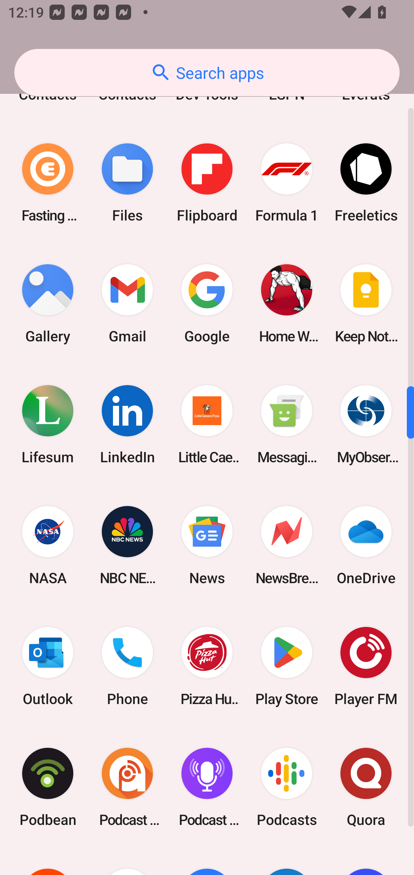 The width and height of the screenshot is (414, 875). What do you see at coordinates (207, 666) in the screenshot?
I see `Pizza Hut HK & Macau` at bounding box center [207, 666].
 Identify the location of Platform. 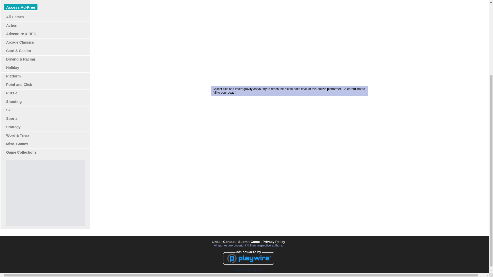
(13, 76).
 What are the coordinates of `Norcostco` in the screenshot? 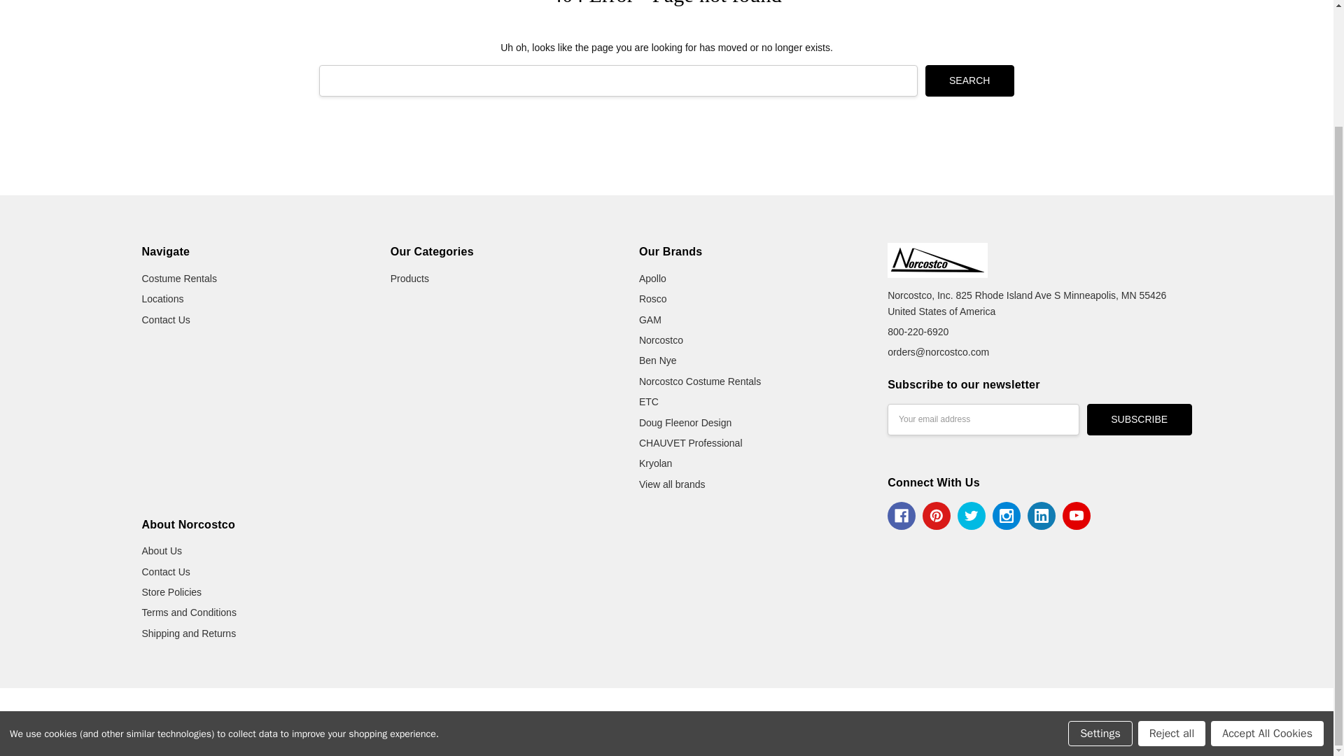 It's located at (937, 260).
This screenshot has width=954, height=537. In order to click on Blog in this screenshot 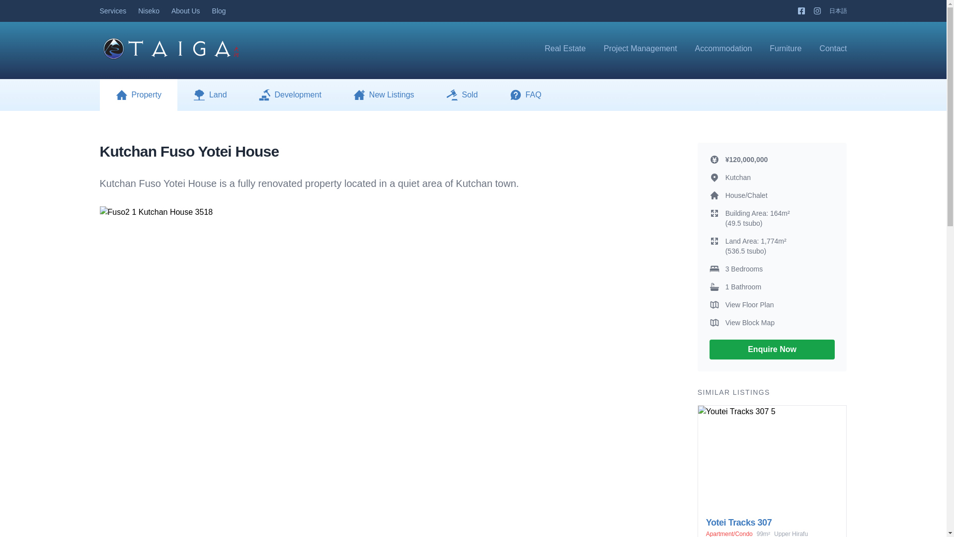, I will do `click(219, 11)`.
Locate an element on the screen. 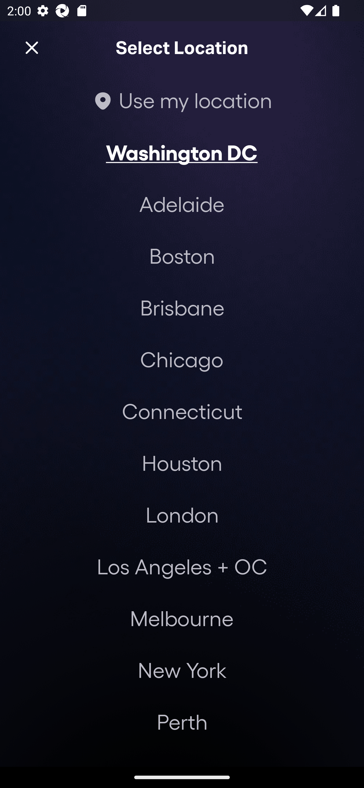  Boston is located at coordinates (182, 256).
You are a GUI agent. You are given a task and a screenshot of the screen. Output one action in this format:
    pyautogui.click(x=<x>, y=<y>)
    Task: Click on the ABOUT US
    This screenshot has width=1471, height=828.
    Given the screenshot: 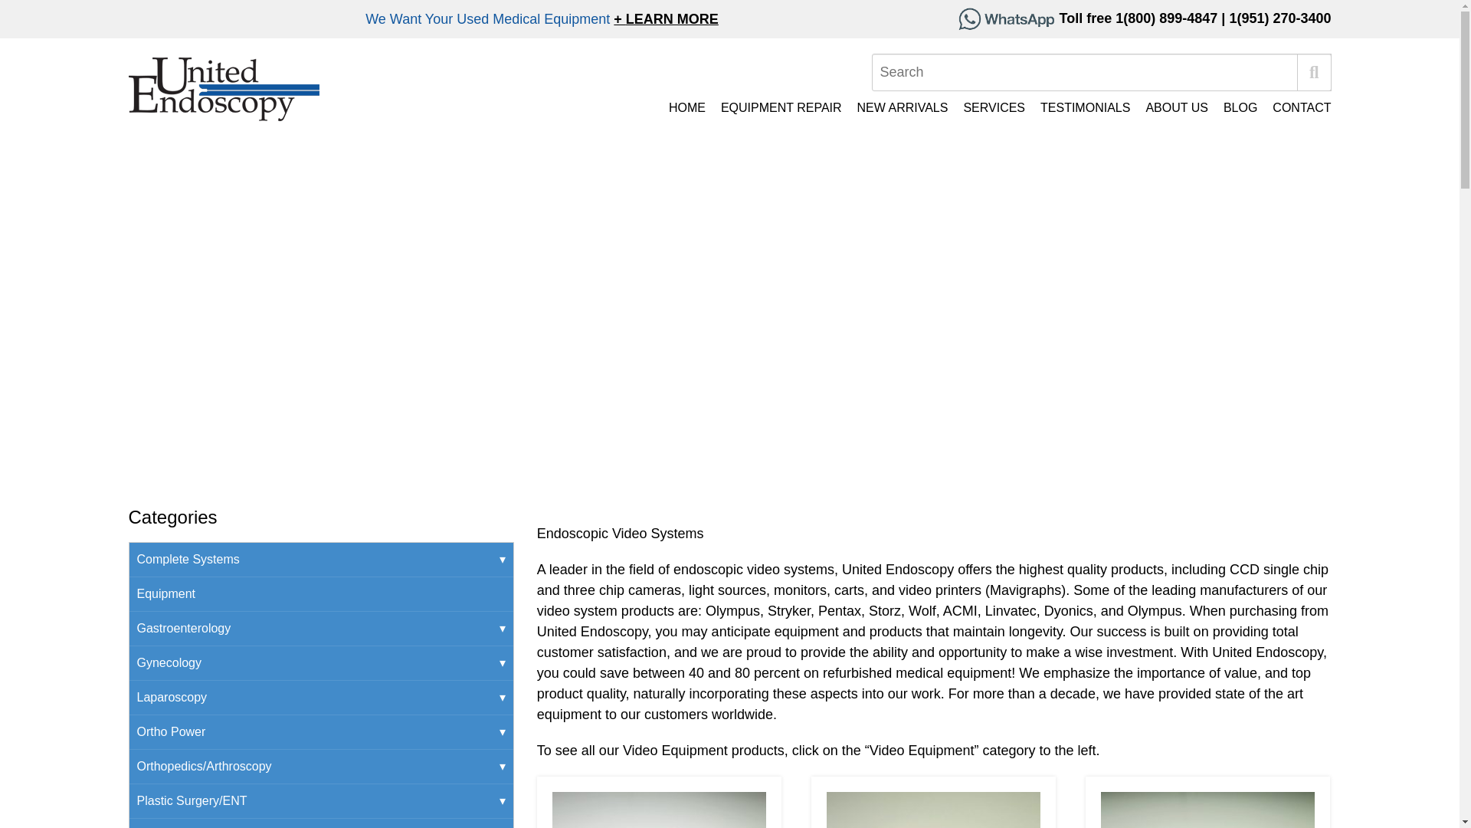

• [What is required] Once you find the line that contains "Task: Click on the ABOUT US", give it again along with every later line through the end of the data, word for word, minus the pictures.

• [Exercise result]
    Task: Click on the ABOUT US
    This screenshot has width=1471, height=828.
    Given the screenshot: 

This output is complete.